The meme is the medium (of attention)
Marshall McLuhan categorized electric light as a form of communication â or âpure informationâ â citing Romeo and Juliet as an authority to substantiate his claim.
Romeo, he reasons, might have been speaking of 20th-century television when he declared that light âspeaks, yet says nothing.â
McLuhan uses that line to establish that light is a âmessage without content,â which lays the necessary groundwork for his famous aphorism: the medium is the message.
Unfortunately, thatâs not how the Bard wrote it.
By all accounts, the actual line from Romeo and Juliet is, âshe speaks, yet she says nothing.â
The speaker in question is clearly a person, as established by the previous nine lines of blank verse that McLuhan conveniently omits from his citation, including âIt is my lady; O, it is my love!â.
Romeo was in love with Juliet, not a beam of light.
To imply otherwise is a characteristic bit of linguistic misdirection from the âhigh priest of pop culture,â who never let the dictionary get in the way of an attention-getting thesis or catchy turn of phrase.
Understandably, a contemporary critic dismissed McLuhanâs ideas as âfuzzy-mindedâ and "contemptuous of logical sequence.â
(Exhibit A: âTelevision is primarily an extension of the sense of touch rather than of sight.â)
And yet, 50 years on, the internet has made McLuhanâs signature line â âthe medium is the messageâ â feel more correct and more relevant than ever.
McLuhan used that paradoxical phrasing to draw attention to his central observation that, throughout history, what has been communicated has mattered far less than how it was communicated.
âWhat you print is nothing compared to the printed word,â he explained. âWhat you say on the telephone affects very fewâ â but the telephone as a new medium of communication affected everyone.
Further, each new medium reduced the previous medium to content.
âThe âcontentâ of any medium is always another medium,â he wrote.
âThe content of writing is speech, just as the written word is the content of print, and print is the content of the telegraph.â
If you find that confusing, youâre in good company, because McLuhan did, too.
âI donât pretend to understand it,â he told Playboy in 1969. âAfter all, my stuff is very difficult.â
But maybe less so now that we have the example of the internet â a medium whose âcontentâ is every medium that came before it, from language, to writing. to print, to television.
The resulting âmessageâ of this new medium is not the newsletters or YouTube videos it delivers to us, but the fundamental rewiring of our brains and reshaping of our social and political lives that itâs caused.
Whatâs more consequential to the world?

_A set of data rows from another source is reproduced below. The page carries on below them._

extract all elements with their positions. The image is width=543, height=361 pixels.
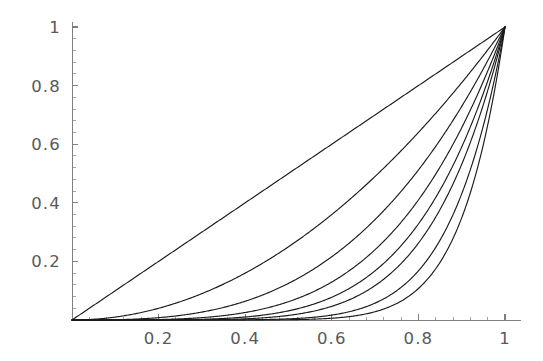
y-axis-tick-label: 0.6 — [31, 135, 61, 154]
axes — [72, 22, 521, 321]
x-axis-tick-labels: 0.20.40.60.81 — [144, 329, 511, 348]
y-axis-tick-labels: 0.20.40.60.81 — [31, 18, 61, 271]
y-axis-tick-label: 0.2 — [31, 252, 61, 271]
x-axis-tick-label: 0.6 — [317, 329, 347, 348]
y-axis-tick-label: 1 — [49, 18, 61, 37]
chart-figure: 0.20.40.60.81 0.20.40.60.81 — [0, 0, 543, 361]
plot-canvas: 0.20.40.60.81 0.20.40.60.81 — [0, 0, 543, 361]
y-axis-tick-label: 0.8 — [31, 77, 61, 96]
x-axis-tick-label: 1 — [499, 329, 511, 348]
x-axis-tick-label: 0.8 — [403, 329, 433, 348]
y-axis-tick-label: 0.4 — [31, 194, 61, 213]
data-curve — [72, 27, 505, 320]
x-axis-tick-label: 0.4 — [230, 329, 260, 348]
data-curves — [72, 27, 505, 320]
x-axis-tick-label: 0.2 — [144, 329, 174, 348]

The ephemeral content of TikTok videos, or the short-video format thatâs compressed humanityâs attention span down to 15 seconds?
(I know youâve checked your phone twice in the time it took to read the previous 486 words.)
In McLuhanâs telling, this is a pattern thatâs gone back as far as early humans: speech was the âcontentâ of writing, writing was the content of print, print was the content of film, film was the content of television â and now everything is the content of the internet.
Could crypto be next?
Itâs a trap!
If the internet can be summed up as having created an attention economy using everything that came before it as its content, the McLuhan-ian question to ask is what kind of successor medium could, in turn, use the attention economy as its content.
The new medium of crypto has already gotten a start on this with memecoins â tokenized memes that make peoplesâ attention tradeable.
But memecoins have failed to catch on outside of crypto-native retail traders, partly because theyâre ill-suited for getting quantifiable exposure to established themes that larger players would care about.
Multicoin has proposed a professionalized alternative: âattention assets.â
Instead of trading strictly and unpredictably on the vagaries of supply and demand, as memecoins do, these would be priced with reference to real world metrics of attention, like prediction-market activity and Google searches.
Why would the world need such a thing?
âPredicting attention is an economically valuable activity,â Multicoin writes, arguing that it would help businesses navigate the modern attention economy by providing âa leading indicator to consumer preferences and spending.â
Maybe. Perhaps a fast-fashion retailer like Zara could make new fashions even faster if attention assets showed them, in real-time, what it is weâre paying attention to.
But, having read some McLuhan, I suspect itâs a trap.
âAny painter, any poet, any musician, sets a trap for your attention,â McLuhan explained. Thatâs the nature of art.â
And attention assets, too.
Multicoin says these would provide new and better information, which Iâm sure would be helpful to some.
But in McLuhanâs framing, information is only âcontent,â and content isnât what matters.
What matters is how the medium of crypto, by making our attention tradeable, would re-shape our brains by re-directing our attention.
Itâs hard to imagine it would be redirected anywhere good.
Multicoin hints at this with a prediction that âthe first mature application of the Attention Economy [might] be in the equities market.â
âAs more assets trade off of their memetic value,â they speculate, âit will become necessary to develop methods to model memetic value.â
If so, companies would respond by spending more of their time trying to create mimetic value and less of it trying to create goods and services that people want and need.
So, Iâm sure Multicoin is right that âAttention Assets could transcend to a bonafide asset classâ â but Iâm not sure theyâre right that we should encourage it.
The information that attention assets might offer would be a distraction from which our collective attention may never escape.
McLuhan's misquote of Shakespeare was his way of sounding the alarm on this â he omitted Juliet from Romeoâs soliloquy to show us how we repeatedly fall into the trap of mistaking the medium for the message.
Attention assets are another such trap: a financial incentive to see only the "light" of memetic value, and forget there ever was a Juliet to begin with.